The Artificial Intelligence (AI) Act, which would be the first set of comprehensive laws relating to AI regulation, has been passed by EU legislators following months of discussion and two years after draught regulations were originally put up. The trilogue is the following phase, during which member states and EU legislators are going to negotiate over the final specifics of the law.

Members of the European Parliament (MEPs), a subset of “General Purpose AI” that encompasses products like ChatGPT, reportedly agreed to prior recommendations to impose stronger regulations on foundation models. Companies who provide ChatGPT and other generative AI tools would be required, under the recommendations, to disclose whether they have integrated any copyrighted content into their systems.

According to the source, the AI Act’s draught saw one notable last-minute alteration that had to do with generative AI models. These models would need to be created and developed in compliance with EU legislation and fundamental rights, such as freedom of expression.

According to Mher Hakobyan, Amnesty International’s campaign adviser on AI legislation, the AI Act presents EU legislators with a chance to end the deployment of discriminatory and human rights-infringing artificial intelligence (AI) systems.

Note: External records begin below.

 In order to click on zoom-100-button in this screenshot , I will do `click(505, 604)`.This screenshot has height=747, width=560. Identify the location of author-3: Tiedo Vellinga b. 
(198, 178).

Many people have been waiting for the government’s AI regulation

Many state-based AI-related measures have been approved in the U.S., but the EU AI Act is the major government regulation that many in the AI and legal communities have been waiting for.

Avi Gesser, a partner at Debevoise and Plimpton and cochair of the firm’s cybersecurity, privacy, and artificial intelligence practice group, stated in December that the AI Act aims to create a risk-based regime to address the outcomes of AI that pose the greatest risk while striking a balance so that laws do not stifle innovation.

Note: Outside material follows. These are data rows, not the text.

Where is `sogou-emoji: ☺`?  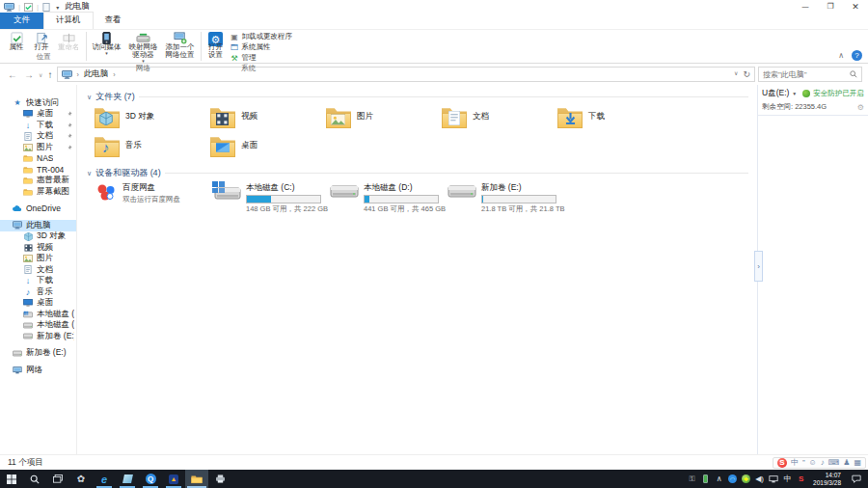
sogou-emoji: ☺ is located at coordinates (813, 463).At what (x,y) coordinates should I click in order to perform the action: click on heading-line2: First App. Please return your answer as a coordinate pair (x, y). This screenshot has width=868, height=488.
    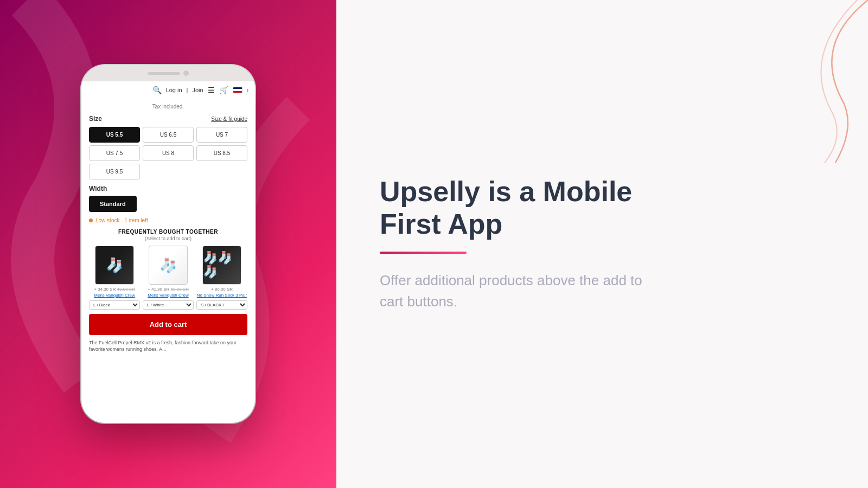
    Looking at the image, I should click on (441, 224).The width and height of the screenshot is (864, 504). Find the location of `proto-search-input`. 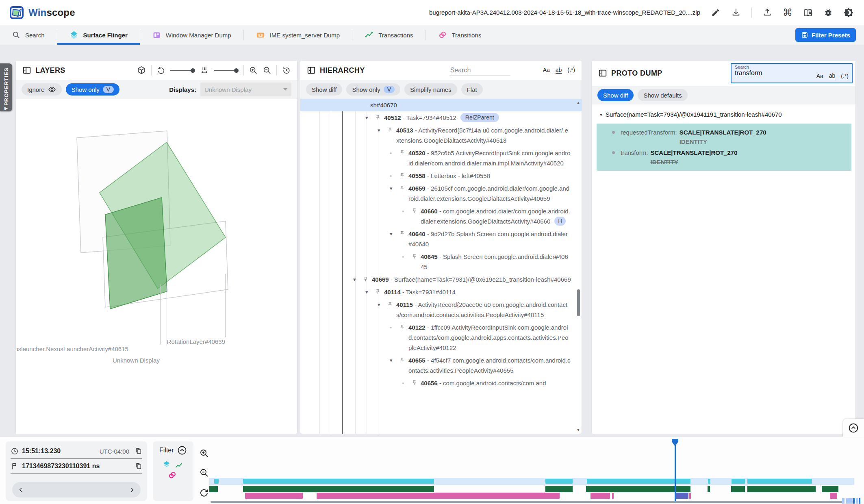

proto-search-input is located at coordinates (769, 73).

It’s about realizing that some use cases will be low-risk and won’t necessitate a lot of regulation, he said. He clarified that the EU AI Act will serve as an example of a comprehensive European law going into effect and gradually permeating numerous state- and sector-specific regulations in the United States, similar to the privacy-focused GDPR.

The AI Act will have a global impact because it will apply to businesses that provide or use AI systems in the EU as well as users or providers of AI systems in third countries (including the UK and the US), provided that the output of those systems is used in the EU.